Rockefeller University
Kıvanç Birsoy graduated in 2004 from Bilkent University’s Department of Molecular Biology and Genetics. In 2009, he earned his Ph.D. at Rockefeller University. Between 2010 and 2015, he conducted postdoctoral research at Whitehead Institute for Biomedical Research. In 2015, he established his own laboratory within Rockefeller University, and since 2022 he serves with the title of Associate Professor. With his innovative outlook and contributions to “Cell and Cancer Metabolism” as well as “Organismal Metabolism,” he has authored various publications and holds several patents. His work “Systematic Identification of Nutrient Dependencies in Cancer Cells” earned him the Sabri Ülker Science Award, once again reminding the scientific world of his name in capital letters.
Research Focus
Cancer cells frequently become dependent on specific nutrients due to oncogenic changes. Restricting the uptake or utilization of these nutrients carries the potential to disrupt cancer cell proliferation while allowing normal cells to survive — thus offering a strong basis for novel targeted therapies. By integrating nutrient dependencies with existing genomic information (such as gene expression, mutations, copy number variations), his approach aims to uncover molecular bases for potential nutrient dependencies and reveal previously unrecognized metabolic programs. Using the developed methods, responses from hundreds of cell lines under nutrient restriction can be rapidly processed, and this data can be correlated with public genomic datasets. Identifying specific nutrient dependencies across different cancers may open up new opportunities for anti-cancer strategies.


Word for word, copy the lines from the one with "Inspect for <item>man</item>." to the last line of the data below, counting both, and keep every picture out.

------

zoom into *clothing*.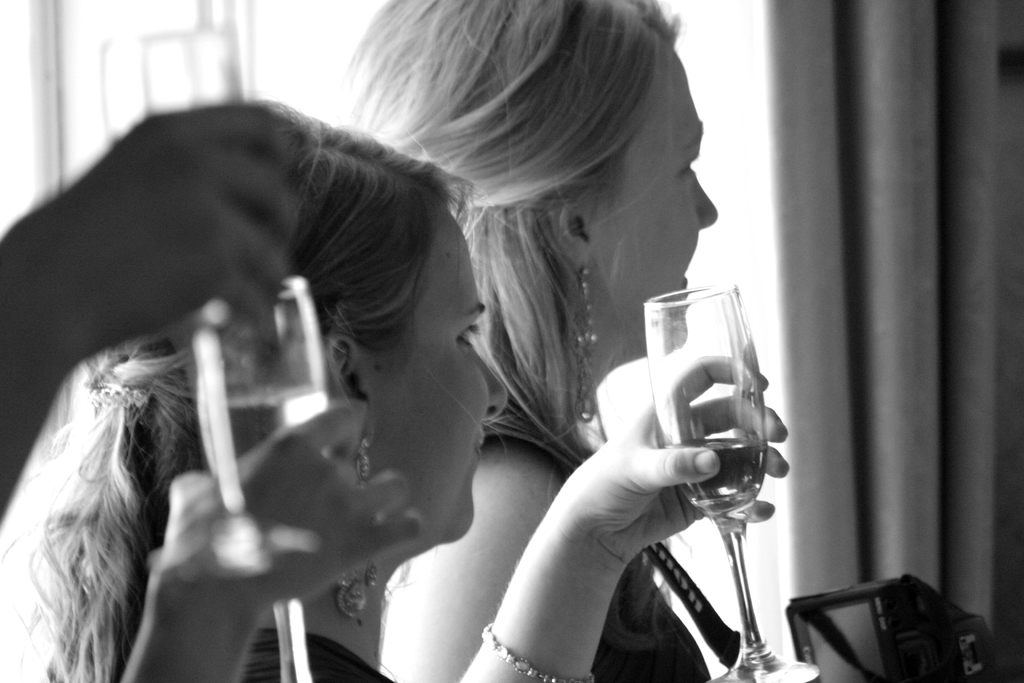
Zoom target: 479:377:728:682.
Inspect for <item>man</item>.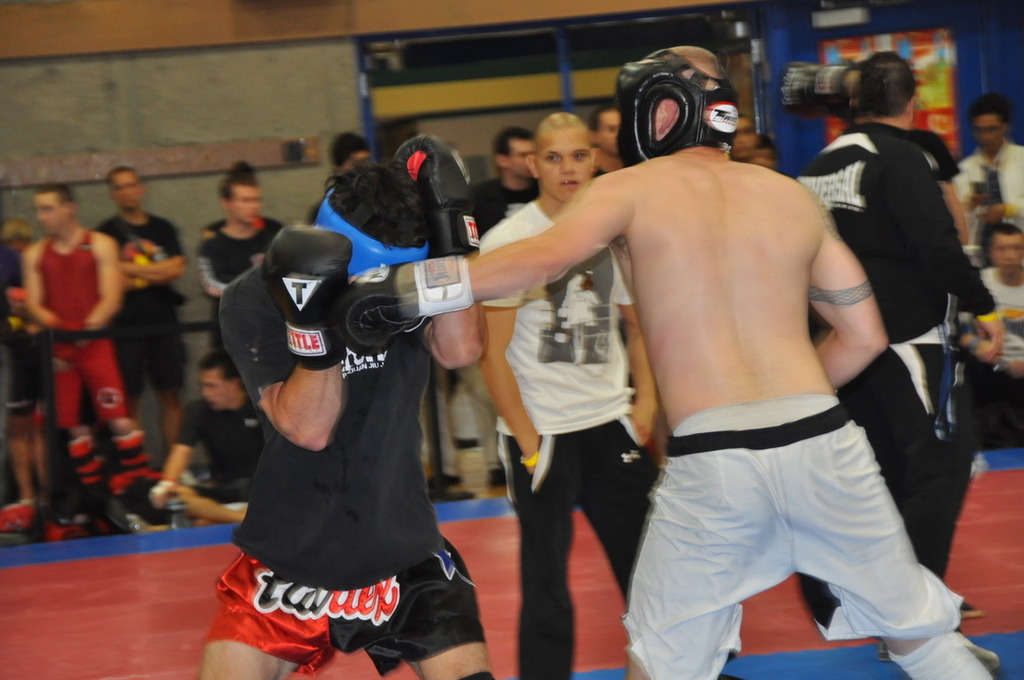
Inspection: [941, 92, 1023, 250].
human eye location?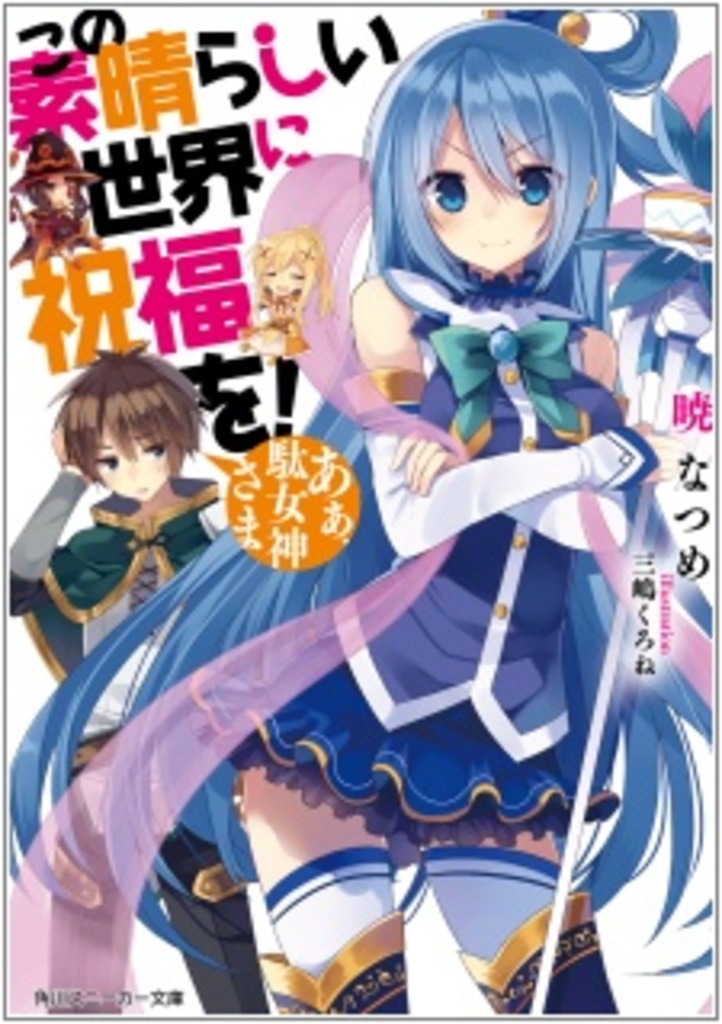
bbox=(507, 154, 558, 212)
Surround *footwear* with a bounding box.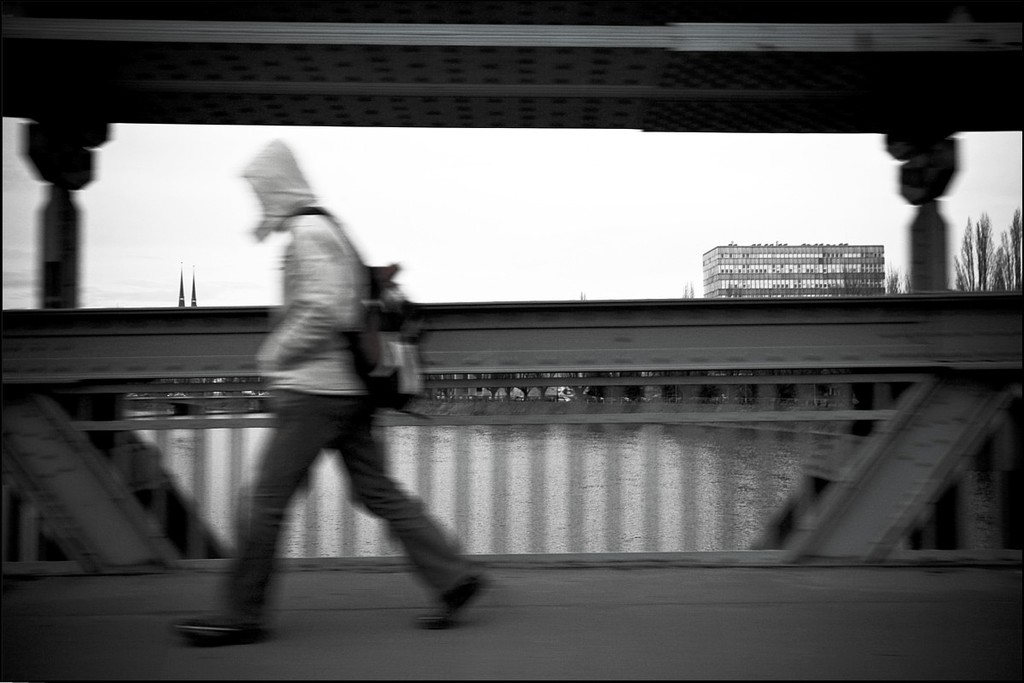
[x1=406, y1=562, x2=480, y2=631].
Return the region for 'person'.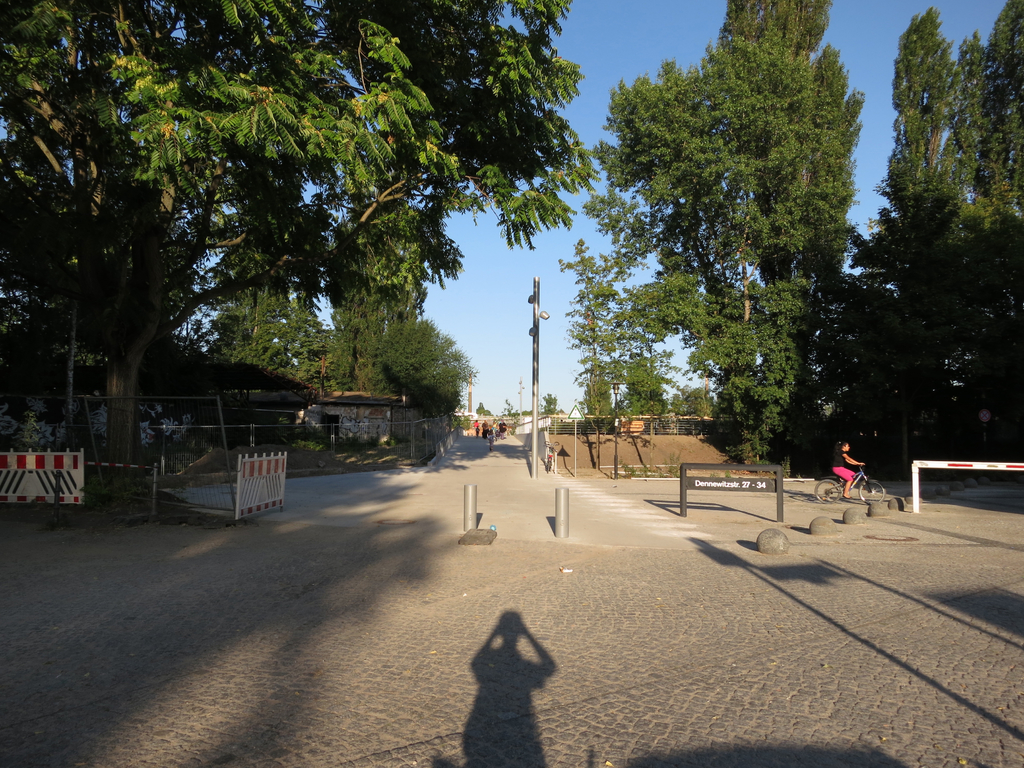
[831,441,867,499].
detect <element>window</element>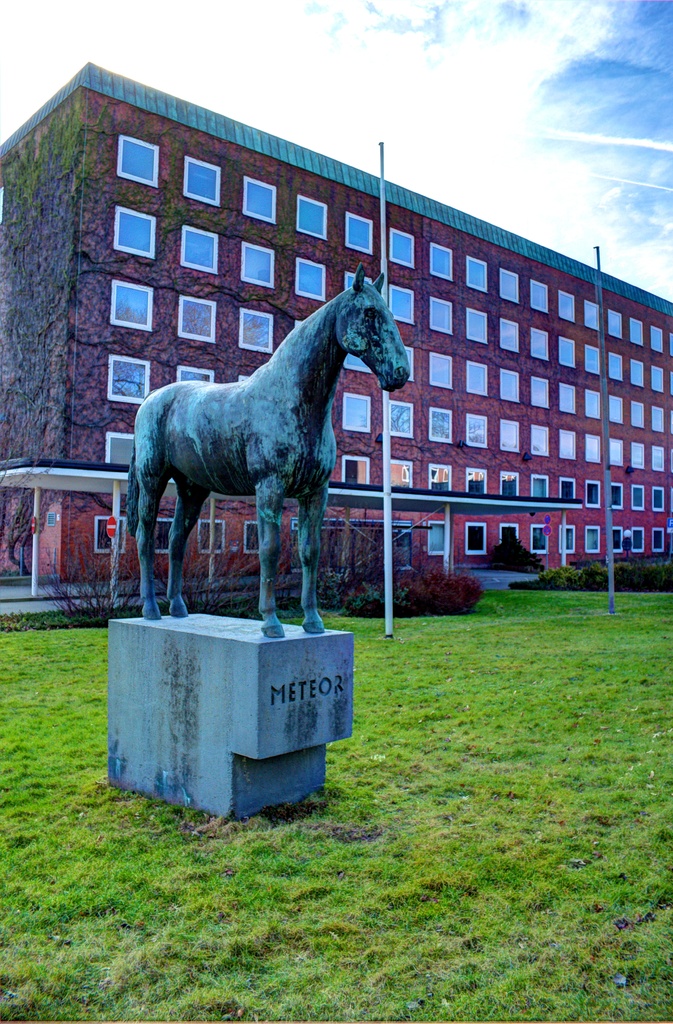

------

> **Exercise solution**:
Inspect for <item>man</item>.
Inspection: [941, 92, 1023, 250].
human eye location?
bbox=(507, 154, 558, 212)
Surround *footwear* with a bounding box.
[x1=406, y1=562, x2=480, y2=631].
Return the region for 'person'.
[831,441,867,499].
detect <element>window</element>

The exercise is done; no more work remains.